According to co-star Wayne Rogers, in an episode ofPop Goes the Culture, Newman and Marvin did not get along especially well during production.[2] This movie was one of three films that Newman, Rogers, and Rosenberg made together; the others beingCool Hand Luke (1967) andWUSA (1970).
The song "Pocket Money" is composed and performed byCarole King.
Broke and in debt, an otherwise honest cowboy known as Jim Kane gets mixed up in some shady dealings with Stretch Russell and Bill Garrett, a crooked rancher. Russell tells Kane to escort 250 head of cattle from Mexico to the United States for a good sum of money. Kane agrees and brings along his friend Leonard to aid him. Unfortunately, the two come upon many unexpected events that often deter them from completing their job.

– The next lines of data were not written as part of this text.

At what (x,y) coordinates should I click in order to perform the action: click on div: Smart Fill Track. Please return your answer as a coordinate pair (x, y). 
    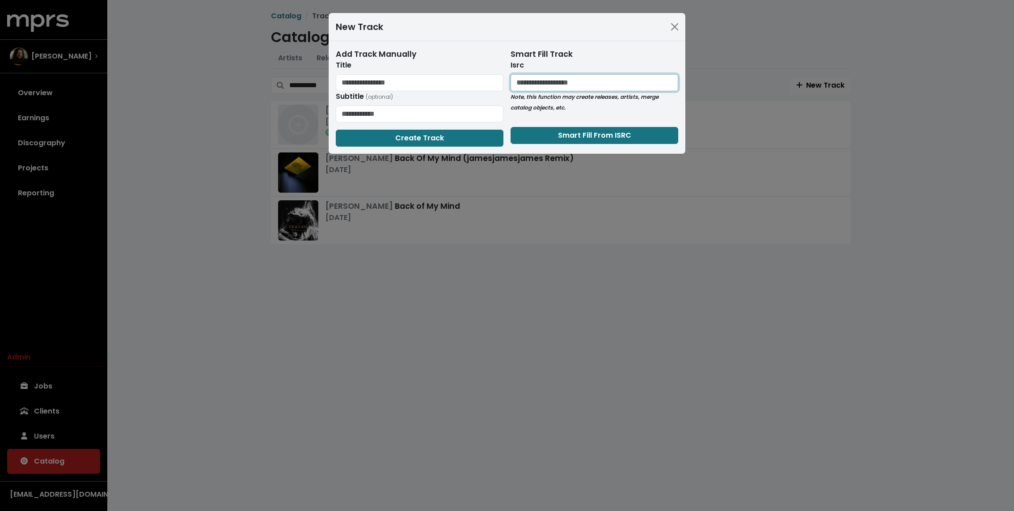
    Looking at the image, I should click on (594, 54).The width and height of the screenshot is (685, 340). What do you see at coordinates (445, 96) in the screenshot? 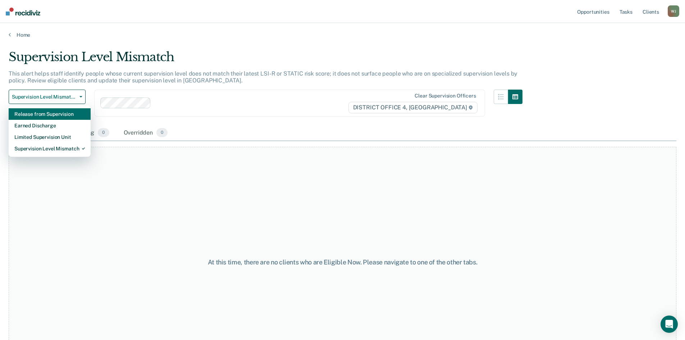
I see `div: Clear supervision officers` at bounding box center [445, 96].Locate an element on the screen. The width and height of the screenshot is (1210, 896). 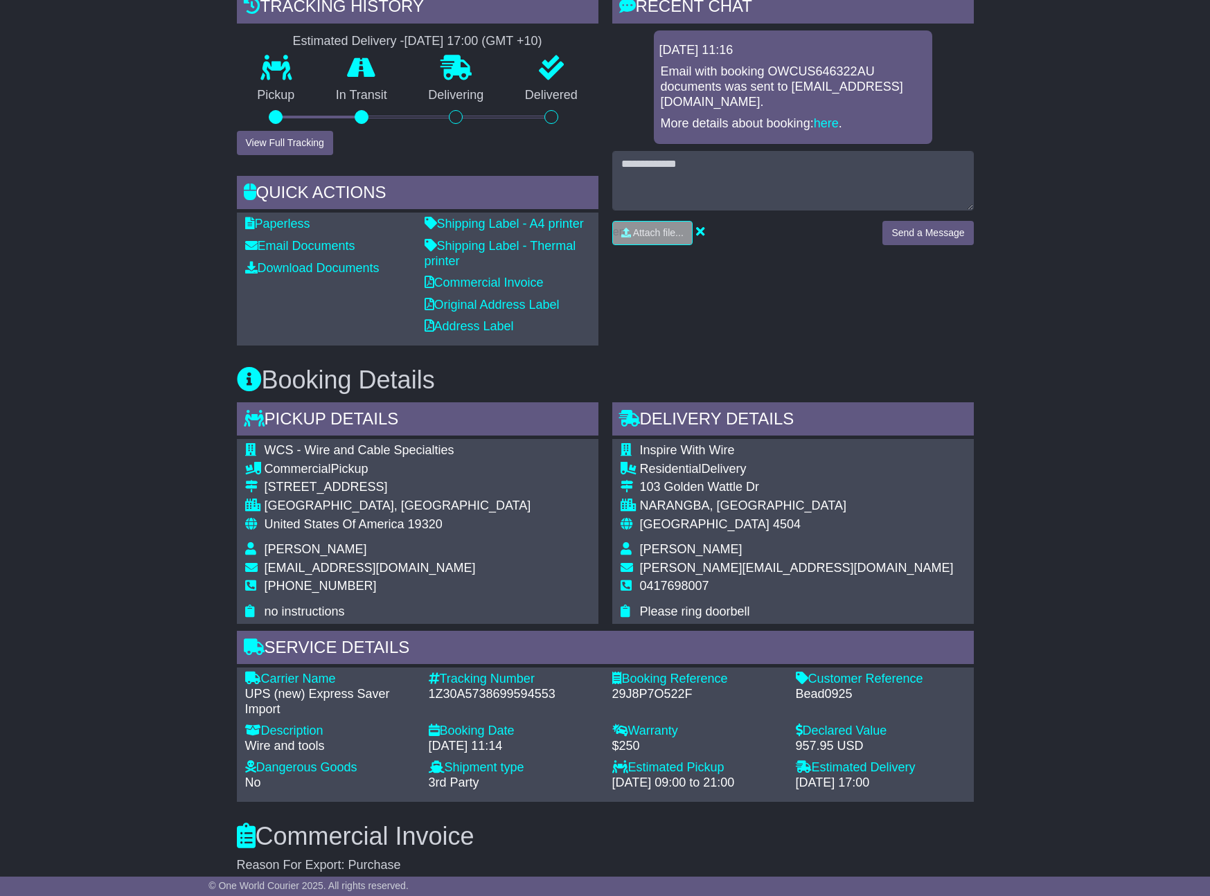
div: Wire and tools is located at coordinates (330, 746).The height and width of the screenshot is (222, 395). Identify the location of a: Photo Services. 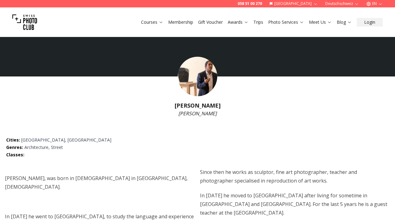
(286, 22).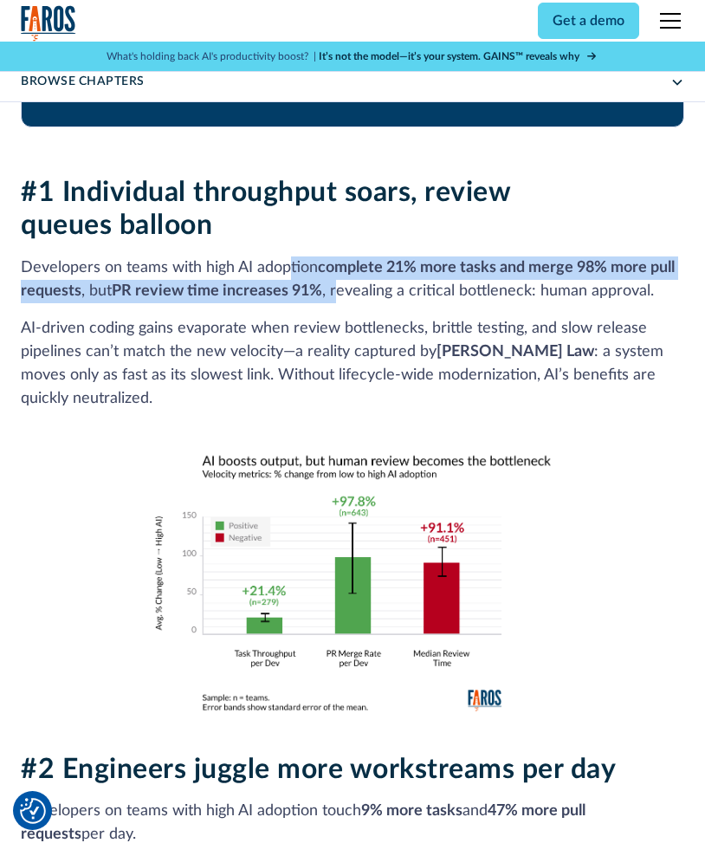 This screenshot has height=843, width=705. I want to click on button: Cookie Settings, so click(33, 811).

Roger Ebert of theChicago Sun-Times gave the film two stars out of four and wrote, "The movie seems to be going for a highly mannered, elliptical, enigmatic style, and it gets there. We don't."[3] Gene Siskel of theChicago Tribune gave the film zero stars out of four and called the performances by the two leads "completely self-indulgent," suggesting that "Maybe Newman and Marvin made it because they wanted to go slumming in Mexico for two weeks. On that basis, 'Pocket Money' can be considered a 35-millimeter home movie of what Paul Newman and Lee Marvin did last summer."[4]Vincent Canby ofThe New York Times called it "a fragmented, far-from-great movie, and it won't change cinema history, but in its own odd fashion it celebrates humdrum lives without ever resorting to patronizing artifice."[5] Kevin Thomas of theLos Angeles Times wrote that Newman and Marvin had "found precisely the right material to enable them not only to play off each other but also to shine individually. This delightful contemporary comedy-western in fact is that most precious of commodities these days: a movie that actually cheers you up and leaves you feeling better when you come out than when you went in."[6]
TV Guide wrote in a retrospective review, "Paul Newman,Sidney Poitier,Barbra Streisand,Steve McQueen, andDustin Hoffman formedFirst Artists, and this was their premier offering. It wasn't as terrible a movie as the first reviews of it indicated, but since so much was expected, anything less than brilliance was a letdown."[7] On Rotten Tomatoes, the film has a 50% rating based on reviews from 8 critics.[8]